Juliana Huxtable
Ahya Simone Joe Heffernan Juliana Huxtable
Juliana’s performances chart the dissonant space and discrepancy between the presumed fixed norms of social life and the fluid lived experience those norms don’t allow for.
Arika have been creating events since 2001. The Archive is space to share the documentation of our work, over 600 events from the past 20 years. Browse the archive by event, artists and collections, explore using theme pairs, or use the index for a comprehensive overview.
Juliana’s performances chart the dissonant space and discrepancy between the presumed fixed norms of social life and the fluid lived experience those norms don’t allow for.
Voguing, drag, clubbing, and the politics of communities making different performances of gender and sexuality visible.
How black radical practices of abolition imagine a way out of the caging and mass killing of life.

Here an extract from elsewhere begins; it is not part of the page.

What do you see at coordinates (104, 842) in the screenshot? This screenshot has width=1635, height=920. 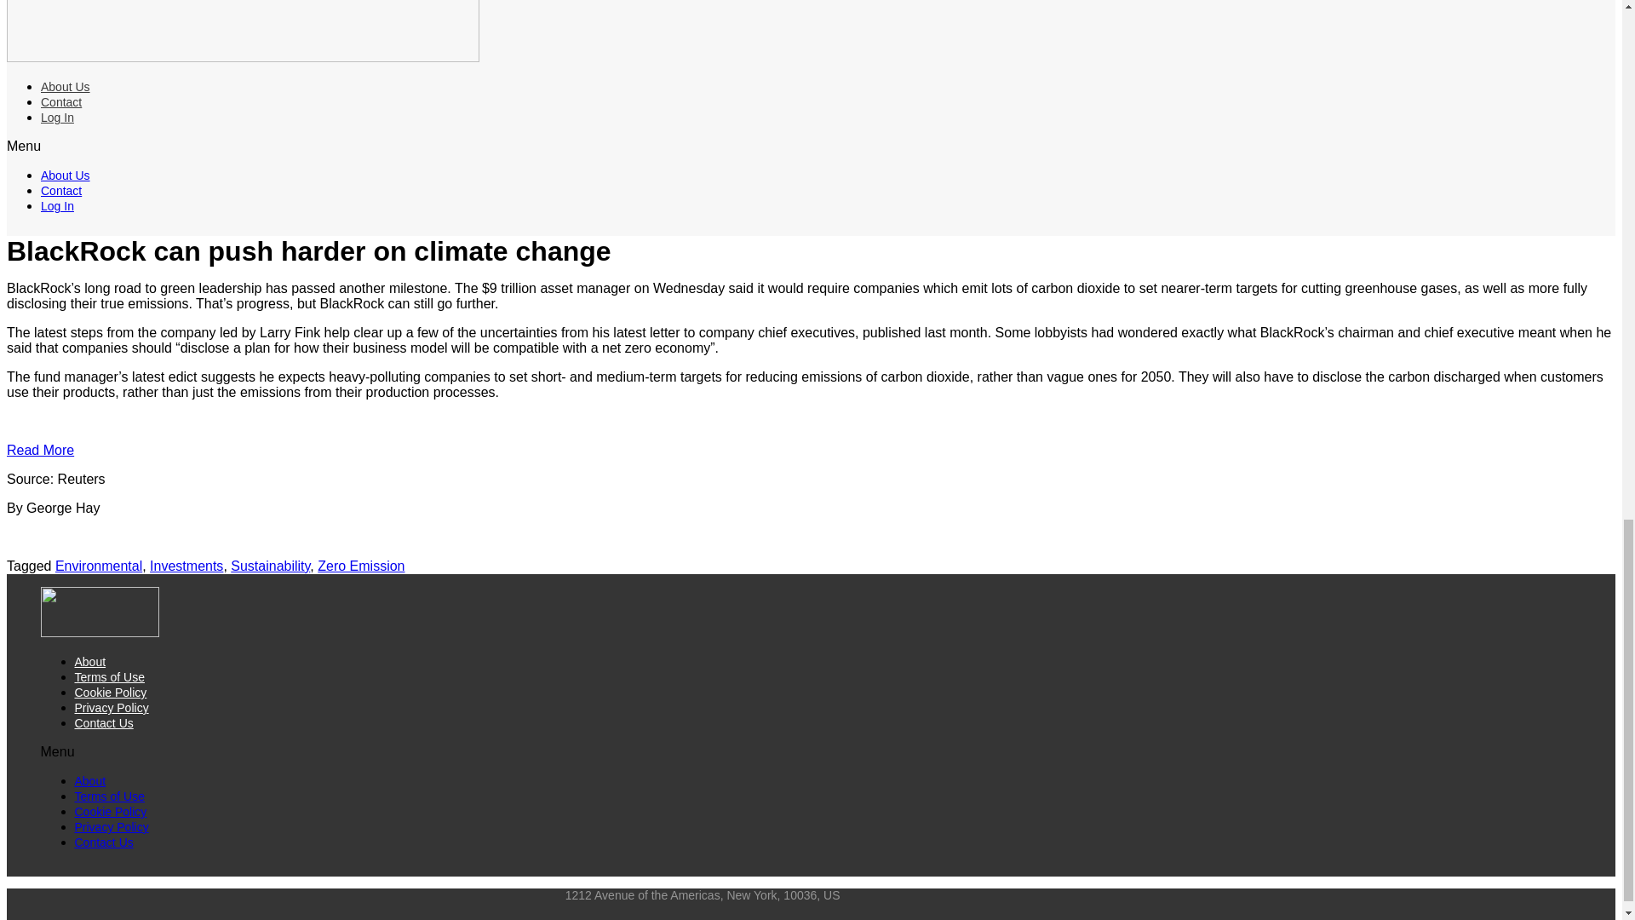 I see `Contact Us` at bounding box center [104, 842].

A performance of Ueinzz’s new play. Each Ueinzz performance is a process of reinvention, between exhaustion and a fleeting vision: singular, collective, anonymous, plural, suspensive, intensive, unworking life.

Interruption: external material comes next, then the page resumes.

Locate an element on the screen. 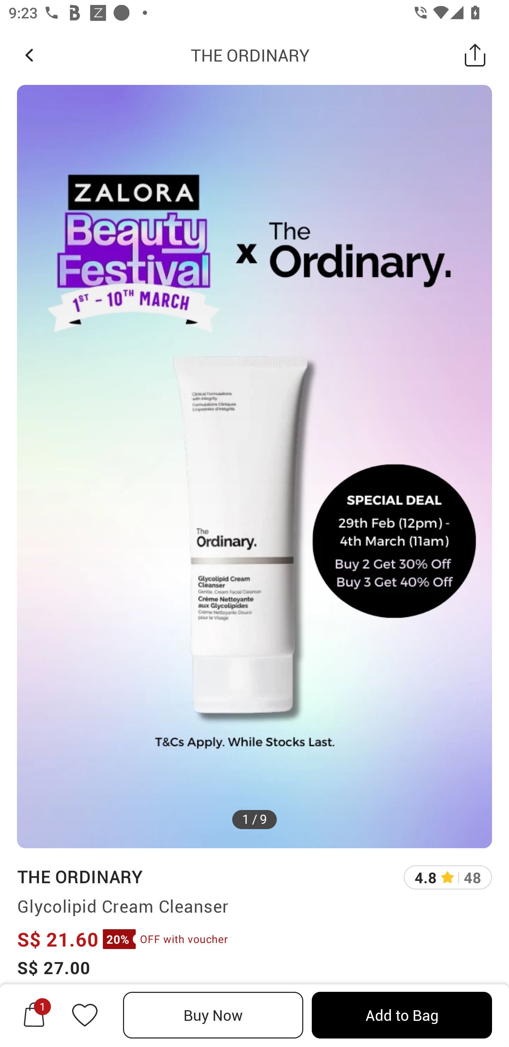  THE ORDINARY is located at coordinates (250, 55).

For day one of Ultra-red’s project, the investigation will take up protocols for listening to the sound of freedom composed and facilitated by George E. Lewis.

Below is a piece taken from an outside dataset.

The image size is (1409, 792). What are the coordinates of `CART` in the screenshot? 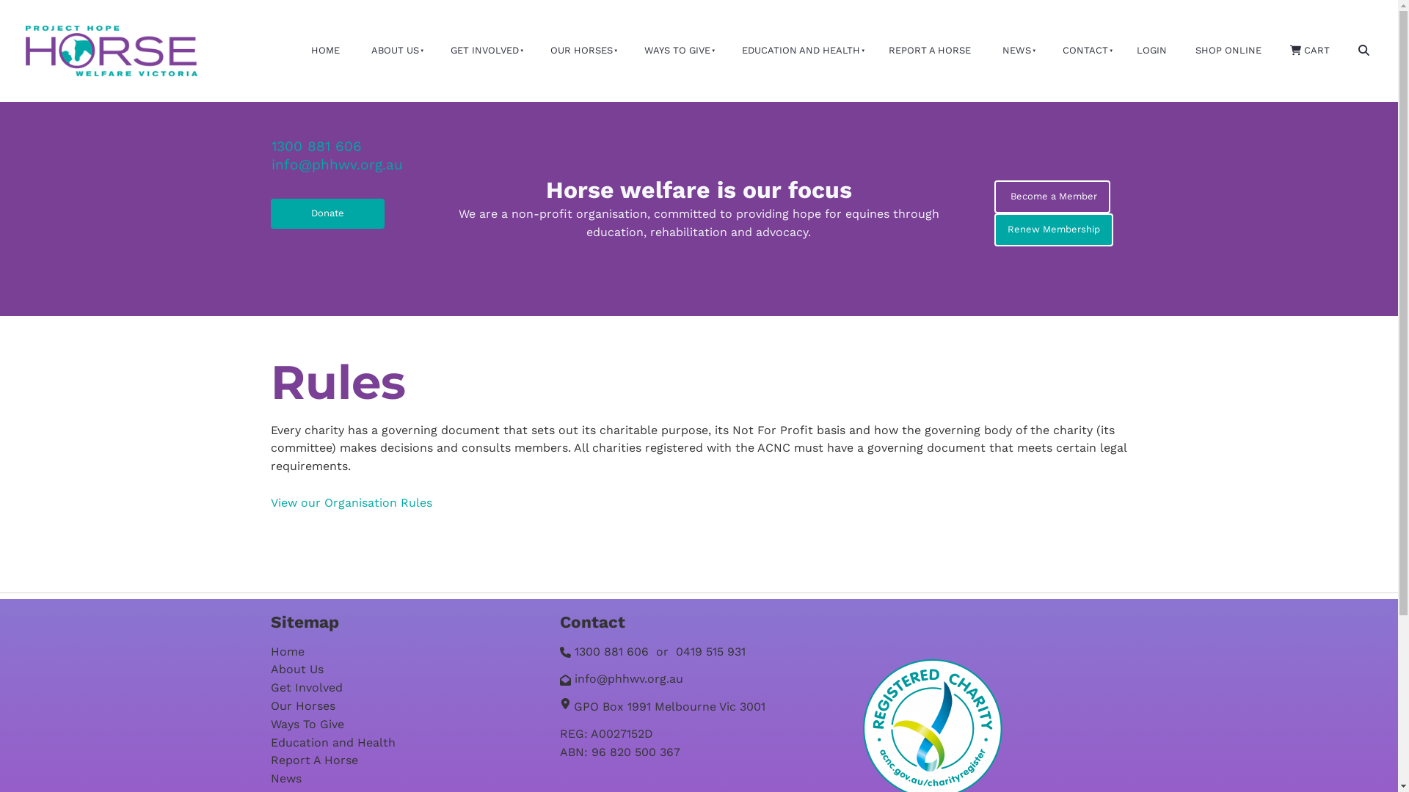 It's located at (1309, 51).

What happens when you are engaged in a deep and extended artistic practice that intersects between literature and music, notation and improvisation, sight and sound?
A slowed down single tracking shot along a corridor as workers at the Bath Iron Works, (Maine, USA) take their lunch break.
Individual experience separated by physical boundaries (of space, time or ability) suggested as communities of collective experience by (perhaps voyeuristic) artists.
By focusing on the things that most people don’t notice or pass by uncaring – Steve Roden crafts gentle, sparse and metaphorically loaded compositions.
Boston duo of saxophonist Bhob Rainey and trumpeter Greg Kelley approach their improvisations with a slew if extended techniques and pregnant silences.
A space to reflect on our own experiences with the police and explore more community and care-based ways of dealing with violence and difficulties in our lives.
Performing with hand built radio transmitters, which react to interference in the atmosphere and the electrical impedance of his hands, his radio art is a form of social practice; a statement in opposition to mass media.